MONDAY, September 7, 2020 – 10:27 AM
Richard Strauss: Don Juan Overture in E major
Reiner and Solti: I grew up with the famous Reiner recording, which I may add later, but for me no other conductor brought the same level of pure virtuosity to this piece besides Solti, and both were famous conductors of the Chicago Symphony Orchestra. As to which version is better, I’d honestly have to flip a coin.
Breaking it up…
- 0:00 – beginning: The main theme is set up, which I would call the “swashbuckling theme”
- 0:53 – very playful music: often with a bit of a tempo change, very capricious, lots of quick modulations.
- 1:36 – transition: preparing for the first romantic slow section, setting the mood
- 2: 24 – 1st slow section: lush, very 1930s and 1940s, which shows you where these later film composers were getting their ideas from. It just stretches and stretches until a climax.
- 4:18 – what eventually happens at the end: this foreshadows a tragic ending, which comes at the very end of the whole piece.
- 4:46 – 2nd fast section: mood change, back to the same feel as the beginning
- 5:28 – mood change: this is sort of like the playful music from before, but in minor, so now much more serious, and slower, ominous
- 6:32 – 2nd slow theme: softer and more introverted, and an oboe solo is front and center – winds are featured, great clarinet and bassoon parts, almost a fairy tale ending
- 9:50 – building: the music heats up again, gigantic horn theme and there is a mixture of the heroic horn and the more playful idea, quite slow – the horn theme wins
- 10:53 – very playful section: this is something Strauss seemed to do better than anyone
- 11:36 – huge dramatic section
- : the big heroic theme comes back, along, and the first very romantic theme alternates, but now faster and driven – builds to a frenzy.
- 12:24 – foreboding: something serious and perhaps tragic might happen, so again foreshadowing a tragic ending, later, very mysterious violin solo, mysterious winds
- 13:24 – restart the whole thing: the strings enter almost shyly, then build
- 13:48 – recap: it’s like very like a recap in sonata form, but bigger and more developed than the first time
- 14:35 – heroic horn theme again: this time slowed down and greatly expanded, repeated in the strings with a brass counter-melody – it just builds and builds, the quintessential Romantic sound
- 15:50 – hero theme once more: one final time, with a big build, even more frantic and manic
- 16:22 – death: tragedy, and to understand why you would have to read the story, but it is the musical equivalent of “not with a bang but a whimper”
Instrumentation:
- Woodwinds: 3 flutes (3rd doubling piccolo), 2 oboes, 1 English horn, 2 clarinets in A, 2 bassoons, 1 contrabassoon
- Brass: 4 horns in E, 3 trumpets in E, 3 trombones, 1 tuba
- Percussion: timpani, triangle, cymbals, glockenspiel
- Strings: harp, violins I, II, violas, celli, double basses
Famous for 132 years
Richard Strauss, 1864-1949, wrote movie music before movies were invented. In other words, his sweeping, Romantic way of composing, complete with so many different, colorful instruments in every way foreshadowed the music of great film composers of the 20th and 21st century. He had a very long life for a composer of that time and actually lived long enough so that he could have written film scores.
Programmatic music…
Don Juan is a musical composition that is “programmatic”, meaning that it suggest a story. You can look up that story, and it’s a bit confusing as to just what it is really about, but it falls into the “swashbuckling” genre in terms of the sound. When John Williams wrote the music to Star Wars, he was so close to Strauss’s orchestration ideas and style that you could easily believe that Strauss was Williams’s teacher. In a way he was, not through direct influence, but rather because he studied Strauss’s music very carefully.
1888…
Strauss was only 24 when he wrote this. Horn playing was in his family, so you won’t find anyone who wrote better for horn. His two horn concertos are very famous among horn players, but that same virtuoso horn writing is in everything he wrote, so you will never hear better brass by any symphonic conductor.
International success and famous conductor…
This work, The work, composed when Strauss was only 24 years old, became an world-wide success and helped establish his long and famous career. He conducted this himself until 1947.
A master orchestrator…
Anyone who wants to write sweeping, Romantic music goes right back to this man to study how it’s done. To this moment you wont find a single composer of traditional music or film music who is better at this style than Richard Strauss.
This is interesting.. Not my pick, but I can kinda hear the story (like the music of a story, not an actual story).
I have always like the Don Juan Overture, and part of it is because I am also a brass player. Struass wrote very well for brass. But to be honest I’ve never liked the ending, which to me is kind of “meh”.
It was interesting to read “foreshadowed the music of great film composers of the 20th and 21st century” …. because while I was listening I was also picturing those old black and white movies with their passionate scenes, always accompanied by music meant to transport emotions, and usually succeeding.
Yes. That’s it exactly.
As I listened I heard alternating moments of loud and dramatic to soft and peaceful.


» **WHAT NEEDS TO BE DONE**: Starting at the line that contains "is (1335, 648).", write out every line through the last one in the records below, word for word. Leave out any pictures.

[MATERIAL FOR THIS TASK Boundary: Start]

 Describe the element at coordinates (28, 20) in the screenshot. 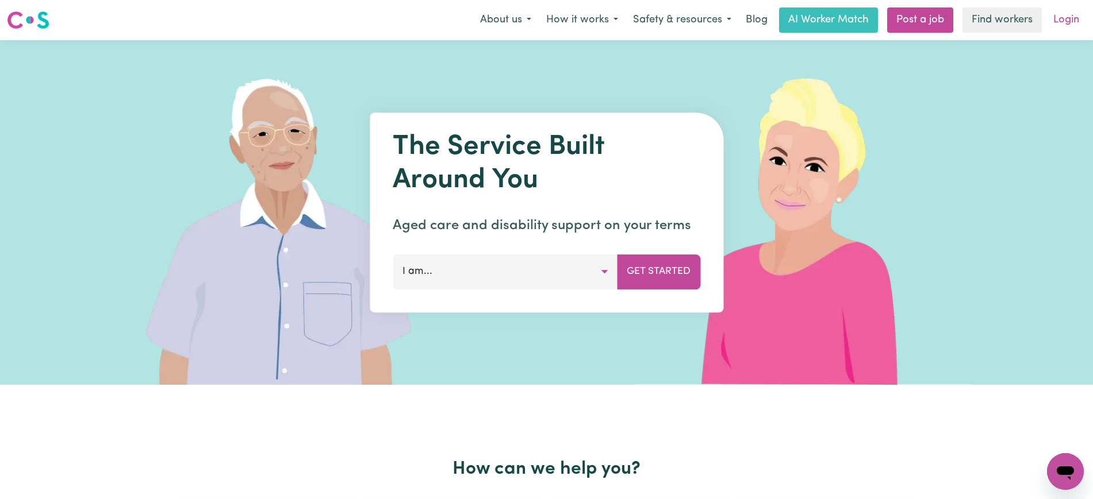

I see `img: Careseekers logo` at that location.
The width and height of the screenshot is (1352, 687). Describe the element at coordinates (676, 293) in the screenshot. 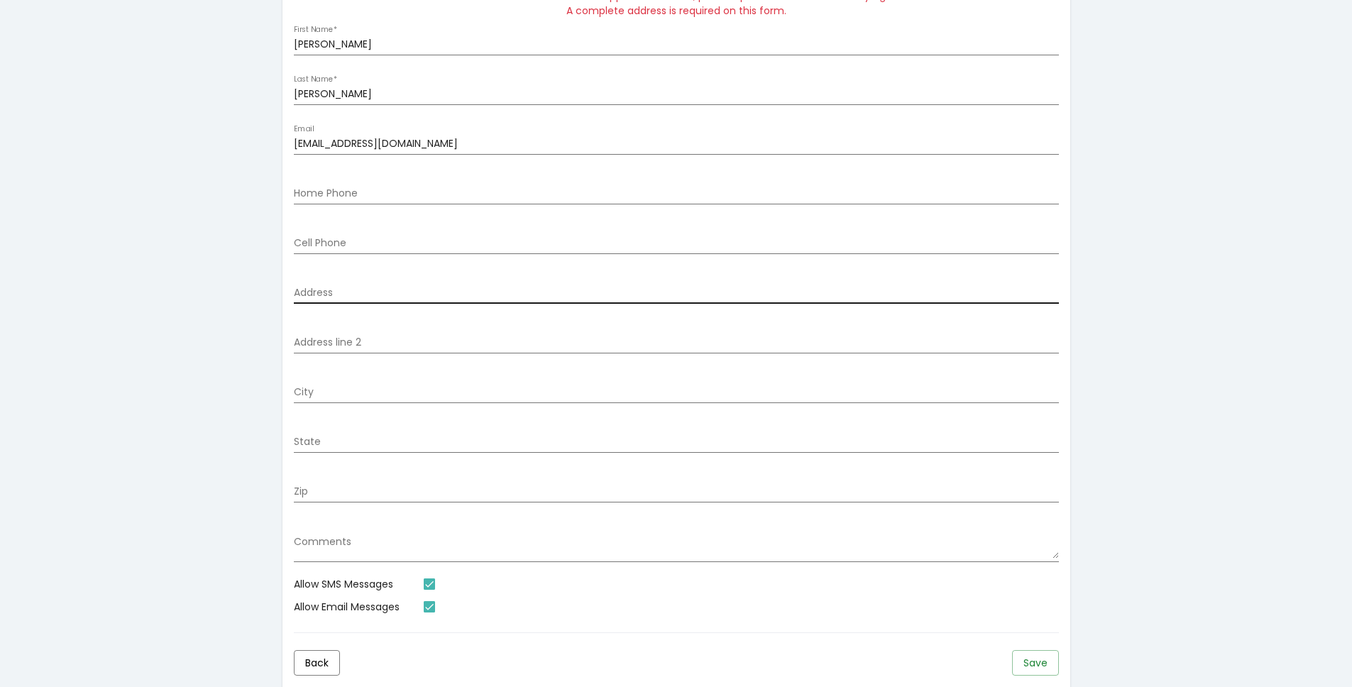

I see `input: Address` at that location.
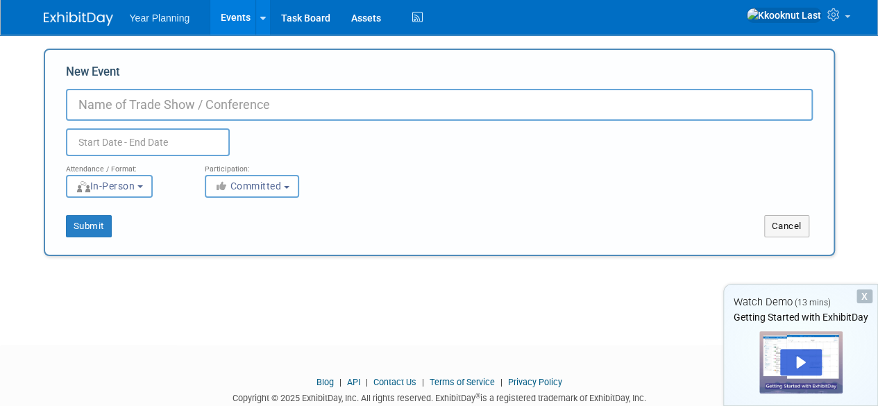 Image resolution: width=878 pixels, height=406 pixels. Describe the element at coordinates (800, 317) in the screenshot. I see `div: Getting Started with ExhibitDay` at that location.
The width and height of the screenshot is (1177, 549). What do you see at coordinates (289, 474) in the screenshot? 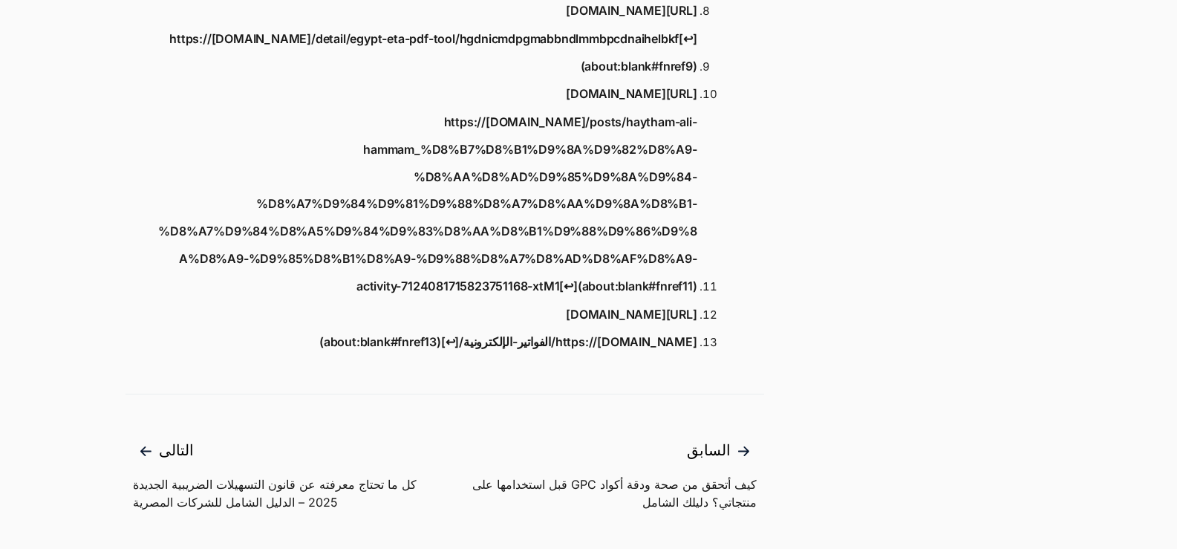
I see `a: التالى كل ما تحتاج معرفته عن قانون التسهيلات الضريبية الجديدة 2025 – الدليل الشامل للشركات المصرية` at bounding box center [289, 474].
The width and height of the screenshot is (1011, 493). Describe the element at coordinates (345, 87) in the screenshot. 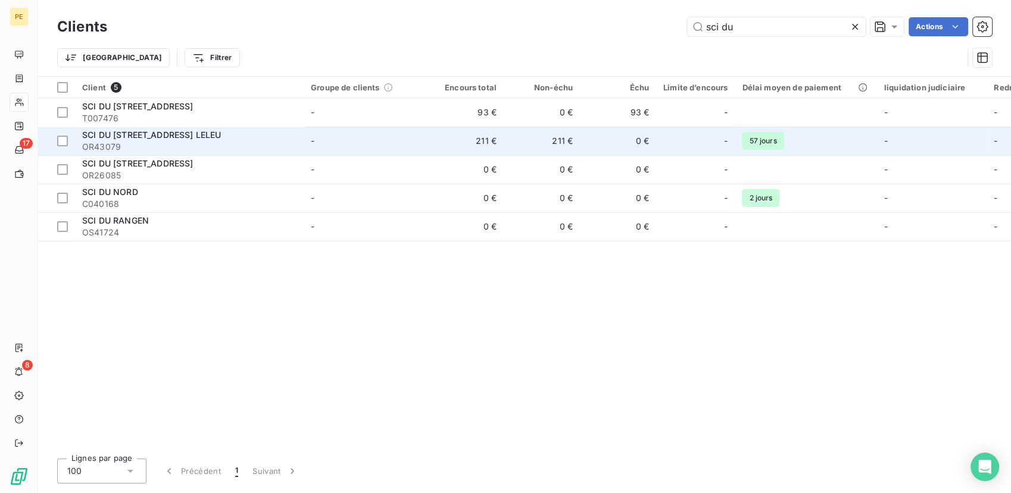

I see `span: Groupe de clients` at that location.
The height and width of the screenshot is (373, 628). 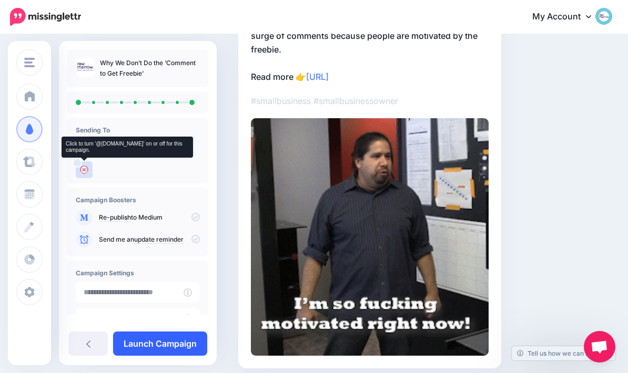 What do you see at coordinates (149, 218) in the screenshot?
I see `p: to Medium` at bounding box center [149, 218].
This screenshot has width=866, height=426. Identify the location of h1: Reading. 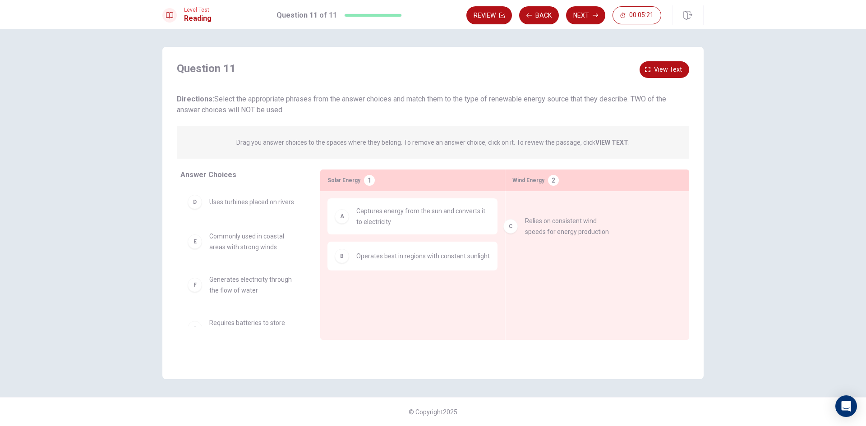
(197, 18).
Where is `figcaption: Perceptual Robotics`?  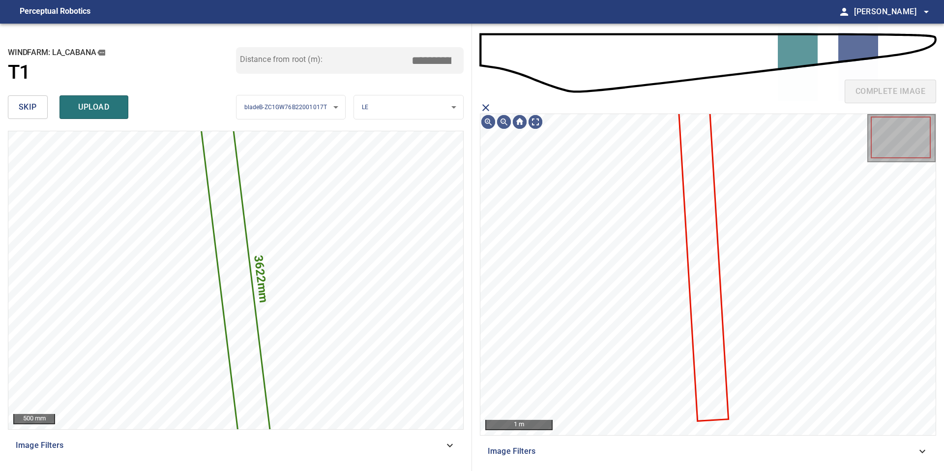 figcaption: Perceptual Robotics is located at coordinates (55, 12).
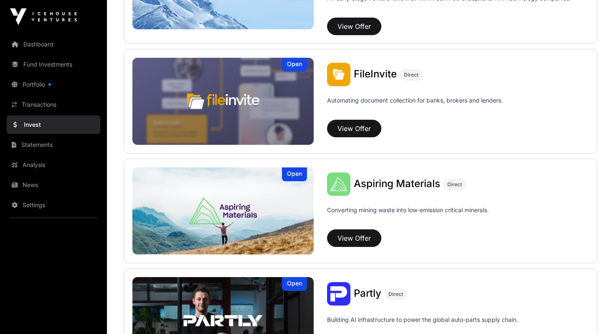 Image resolution: width=614 pixels, height=334 pixels. What do you see at coordinates (397, 184) in the screenshot?
I see `a: Aspiring Materials` at bounding box center [397, 184].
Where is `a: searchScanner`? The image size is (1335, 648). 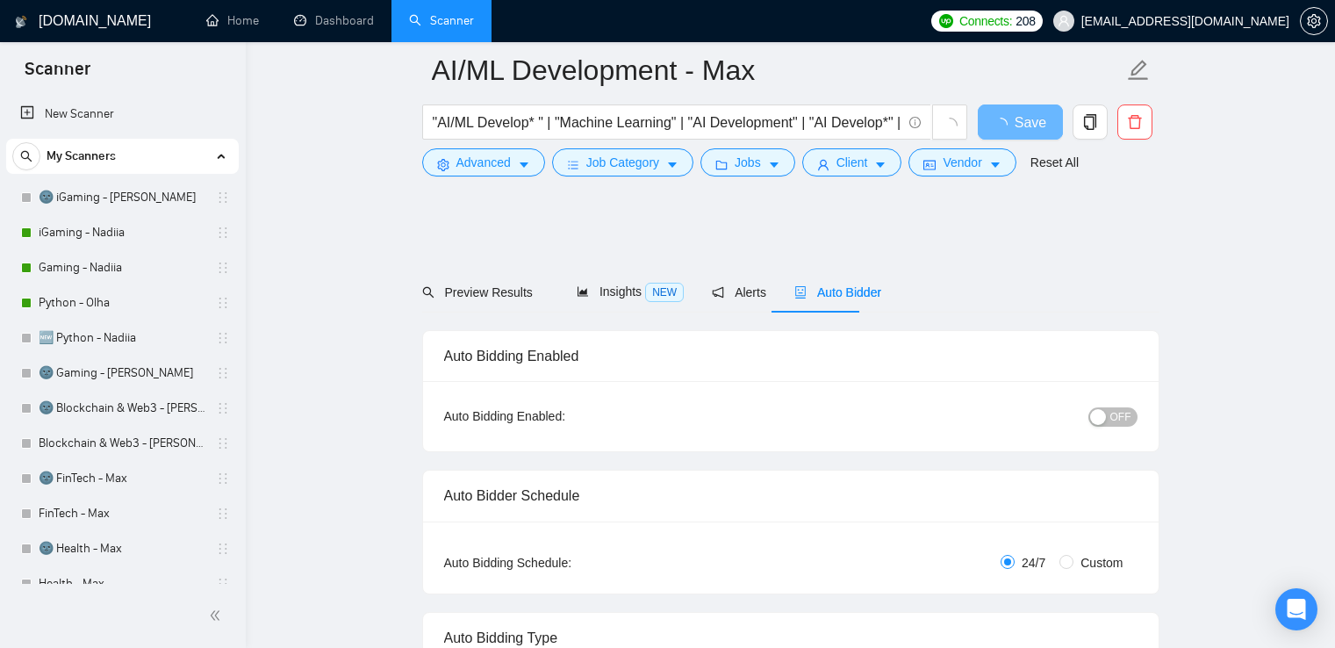
a: searchScanner is located at coordinates (442, 20).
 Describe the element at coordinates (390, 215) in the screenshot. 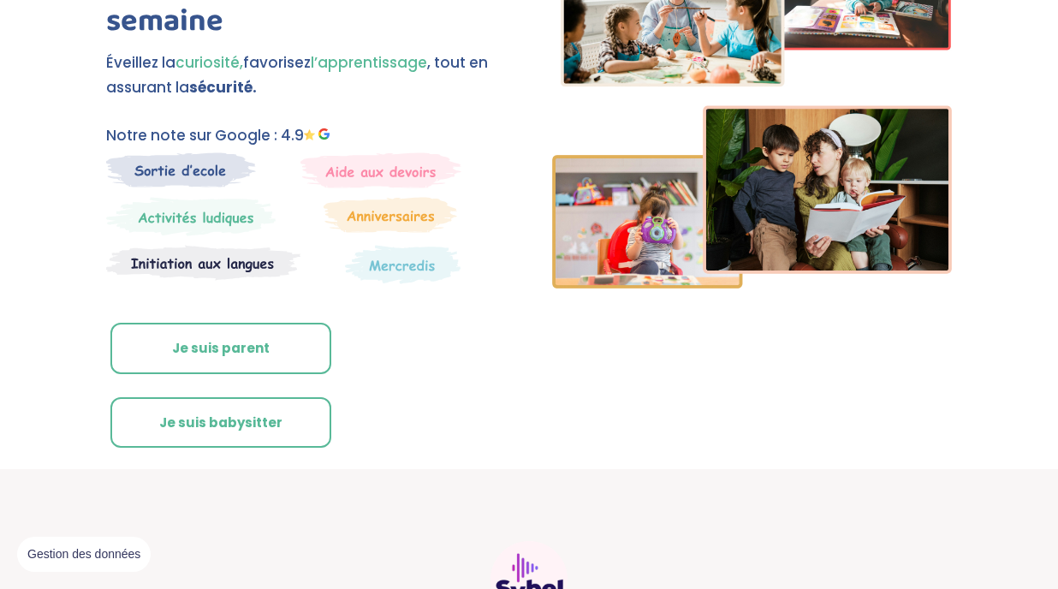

[MATERIAL FOR THIS TASK Boundary: End]

» **RESPONSE**:
Where is `a: searchScanner`? The image size is (1335, 648). 
a: searchScanner is located at coordinates (442, 20).
 Describe the element at coordinates (390, 215) in the screenshot. 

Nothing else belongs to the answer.